The days were as long and as full as days can be. You were never happier than on that strand with a ball at your feet or a hurley in your hand, your family all around you.

You walk out to the cliff-top chalets where ye rented in the later years. You are surprised they’re still here. Surrounded by ribbons of houses, now, and a plethora of mobile homes. The chalets look a bit jaded. All privately owned, these days, Liam told you. You’d forgotten how they all angled away from the central road. You think the final year for you was in 1977, in the last one on the left; could that be correct? You remember the shock at Elvis’ death and you know that happened when ye were on holidays, when you were 16. Padraig and Pauline went one more year with your Mam and Dad.Year after year, your mother and father managed to treat you all to that holiday, until — one by one — late teenage ‘sophistication’ eroded its wonders and other priorities took hold. How you were all nurtured and provided for so well for so long. It’s only now you realise that the nurture and provision never ended. Instead, it is being passed on to the next generation and the next one after that.

Tadhg Coakley in 1963 Irish Examiner

These days the holidays may be in the Cote d’Azur, or Noosa, or Hilton Head, or Gruissan, but the joy is just the same. You all learned how to have fun in Ballybunion — a vital life lesson.You check into the Cliff House Hotel, which was known as Bernie’s when you were a child. Your father would have approved of you forking out a few extra bob for a sea view. He used to have a pint there and tell Bernie (the legendary GAA man, Bernard O’Callaghan) what was wrong with Kerry football. Bernie must have enjoyed that. You remember when Pecker Dunne played there — how exotic that name to a 1960s child.

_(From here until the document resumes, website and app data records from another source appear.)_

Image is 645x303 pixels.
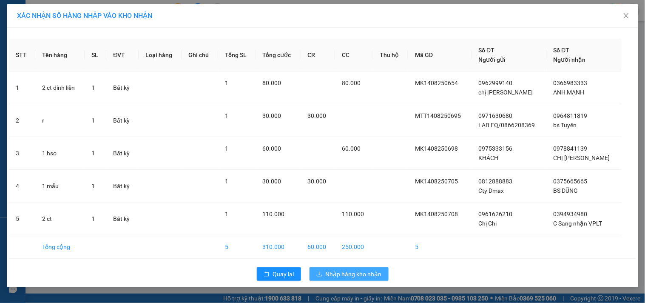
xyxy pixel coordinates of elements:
span: Số ĐT [554,47,570,54]
span: 1 [225,145,228,152]
td: 1 hso [35,137,85,170]
span: C Sang nhận VPLT [554,220,602,227]
button: Close [614,4,638,28]
span: 1 [91,117,95,124]
span: 60.000 [342,145,361,152]
td: 250.000 [335,235,373,259]
span: MTT1408250695 [415,112,461,119]
span: 1 [91,84,95,91]
span: 0975333156 [479,145,513,152]
th: Tên hàng [35,39,85,71]
td: r [35,104,85,137]
span: 110.000 [263,210,285,217]
span: MK1408250654 [415,80,458,86]
td: 2 [9,104,35,137]
span: close [623,12,630,19]
td: 1 mẫu [35,170,85,202]
span: 0366983333 [554,80,588,86]
span: 0812888883 [479,178,513,185]
span: 80.000 [263,80,281,86]
span: BS DŨNG [554,187,578,194]
span: Quay lại [273,269,294,278]
td: Tổng cộng [35,235,85,259]
td: Bất kỳ [106,170,139,202]
td: Bất kỳ [106,137,139,170]
span: Cty Dmax [479,187,504,194]
th: Tổng SL [218,39,256,71]
span: chị [PERSON_NAME] [479,89,533,96]
span: bs Tuyên [554,122,577,128]
span: MK1408250705 [415,178,458,185]
th: Tổng cước [256,39,301,71]
span: 1 [225,80,228,86]
button: downloadNhập hàng kho nhận [310,267,389,281]
th: SL [85,39,106,71]
span: 60.000 [263,145,281,152]
span: Người nhận [554,56,586,63]
span: CHỊ [PERSON_NAME] [554,154,610,161]
th: Ghi chú [182,39,218,71]
span: MK1408250708 [415,210,458,217]
td: 5 [408,235,472,259]
span: 1 [225,178,228,185]
td: 2 ct dính liền [35,71,85,104]
th: Thu hộ [373,39,408,71]
button: rollbackQuay lại [257,267,301,281]
span: 30.000 [307,178,326,185]
th: ĐVT [106,39,139,71]
td: 5 [218,235,256,259]
span: 30.000 [263,178,281,185]
span: LAB EQ/0866208369 [479,122,535,128]
span: 0375665665 [554,178,588,185]
td: Bất kỳ [106,202,139,235]
span: Số ĐT [479,47,495,54]
span: 0394934980 [554,210,588,217]
span: 1 [225,210,228,217]
span: 1 [91,182,95,189]
td: 5 [9,202,35,235]
span: 1 [91,215,95,222]
span: 0971630680 [479,112,513,119]
span: 30.000 [263,112,281,119]
th: Mã GD [408,39,472,71]
td: 2 ct [35,202,85,235]
span: Chị Chi [479,220,497,227]
td: Bất kỳ [106,104,139,137]
td: 310.000 [256,235,301,259]
span: 0962999140 [479,80,513,86]
span: 110.000 [342,210,364,217]
span: 1 [225,112,228,119]
span: Nhập hàng kho nhận [326,269,382,278]
th: CR [301,39,335,71]
th: STT [9,39,35,71]
span: KHÁCH [479,154,499,161]
td: 4 [9,170,35,202]
span: 30.000 [307,112,326,119]
td: 1 [9,71,35,104]
th: CC [335,39,373,71]
span: 80.000 [342,80,361,86]
span: 0964811819 [554,112,588,119]
td: Bất kỳ [106,71,139,104]
span: XÁC NHẬN SỐ HÀNG NHẬP VÀO KHO NHẬN [17,11,152,20]
span: Người gửi [479,56,506,63]
span: rollback [264,271,270,278]
td: 60.000 [301,235,335,259]
span: 0978841139 [554,145,588,152]
span: 1 [91,150,95,156]
th: Loại hàng [139,39,182,71]
td: 3 [9,137,35,170]
span: MK1408250698 [415,145,458,152]
span: download [316,271,322,278]
span: ANH MẠNH [554,89,585,96]
span: 0961626210 [479,210,513,217]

Later, you walk out to Nun’s Strand. There’s an old photo of you with a donkey along that path and you’re surprised there are no donkeys in the fields anymore. Some things change.

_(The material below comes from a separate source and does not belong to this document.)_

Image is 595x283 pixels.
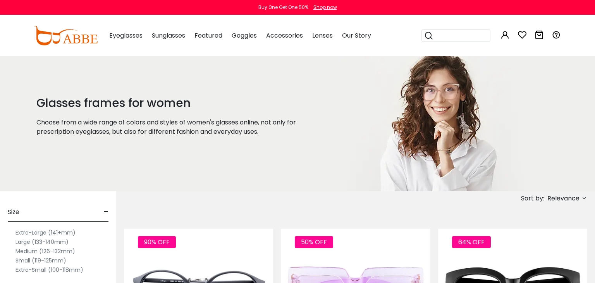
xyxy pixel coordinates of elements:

You meet a woman from Brisbane, her name is Catherine. You tell her about your niece, Una, living out there with Joel and Ronan. Catherine tells you she’s here to spread some of her mother’s and father’s ashes into the sea the following morning on the strand. Her father (Listowel) and her mother (Abbeyfeale) met in Montreal and then moved to Australia where she and her brother and sister grew up. They loved coming back to Ballybunion and now they will be reunited there again — this time, forever. She shows you a black-and-white picture of her mother taken at the very spot you are standing now — in the photo she is wearing a hand-knitted cardigan; she looks very like your own mother.You walk around the town. The amusements are open and you see children grouped around a shining noisy game. A boy passes you, hopping a football. Four American golfers cross the road. Some things stay the same.

On Church Road you can’t find the house you rented for a few years — the one with the big garden where Dermot took all those photos. You think it’s been knocked down to build a Celtic Tiger housing development. Some things do change.

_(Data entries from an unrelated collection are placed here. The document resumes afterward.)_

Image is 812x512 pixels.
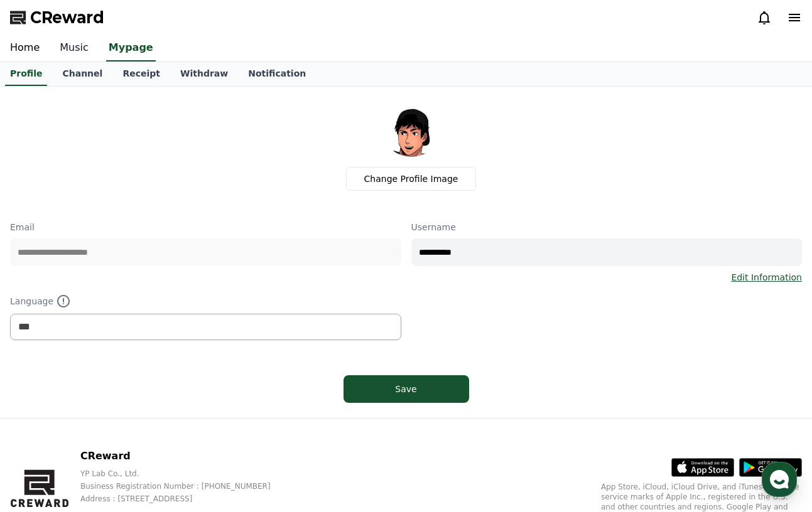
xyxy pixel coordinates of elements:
[106,35,156,62] a: Mypage
[10,221,401,233] p: Email
[80,469,291,479] p: YP Lab Co., Ltd.
[80,482,291,491] p: Business Registration Number : [PHONE_NUMBER]
[369,383,444,395] div: Save
[170,62,238,86] a: Withdraw
[80,449,291,464] p: CReward
[162,398,241,429] a: Settings
[32,417,54,427] span: Home
[83,398,162,429] a: Messages
[104,417,141,427] span: Messages
[346,167,476,191] label: Change Profile Image
[238,62,316,86] a: Notification
[80,494,291,504] p: Address : [STREET_ADDRESS]
[52,62,112,86] a: Channel
[10,294,401,308] p: Language
[381,97,442,157] img: profile_image
[4,398,83,429] a: Home
[343,375,469,403] button: Save
[10,7,104,27] a: CReward
[112,62,170,86] a: Receipt
[50,35,99,62] a: Music
[411,221,802,233] p: Username
[5,62,47,86] a: Profile
[30,7,104,27] span: CReward
[731,271,802,284] a: Edit Information
[186,417,216,427] span: Settings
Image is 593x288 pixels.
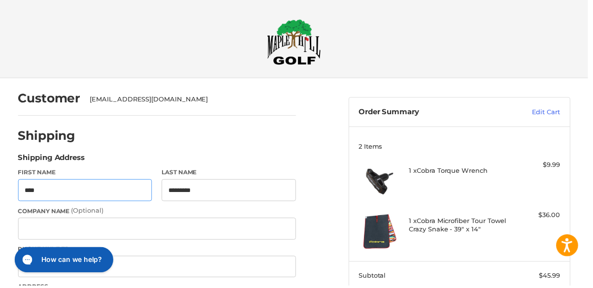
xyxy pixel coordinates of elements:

In the morning you wake to the sound of the sea. Which was what you wanted more than the view. The sound is constant and is very like a distant wind. It’s the same sound you fell asleep to and woke up to all those years ago as a child on your holidays.

You chat to Maggie and Kevin at Reception as you check out from the hotel. You tell Kevin a story about your father and he tells you a story about his — the aforementioned Bernie. You turn the car left at the end of Church Road and head out on the straight road to Listowel and home. You think of Catherine’s mother and father and your own mother and father. You think of your brothers and sisters. You think about what William Faulkner meant when he said that ‘the past isn’t over; it isn’t even past’.

You wonder when your next trip to Ballybunion will happen, but in another sense, you know you’ve never left at all.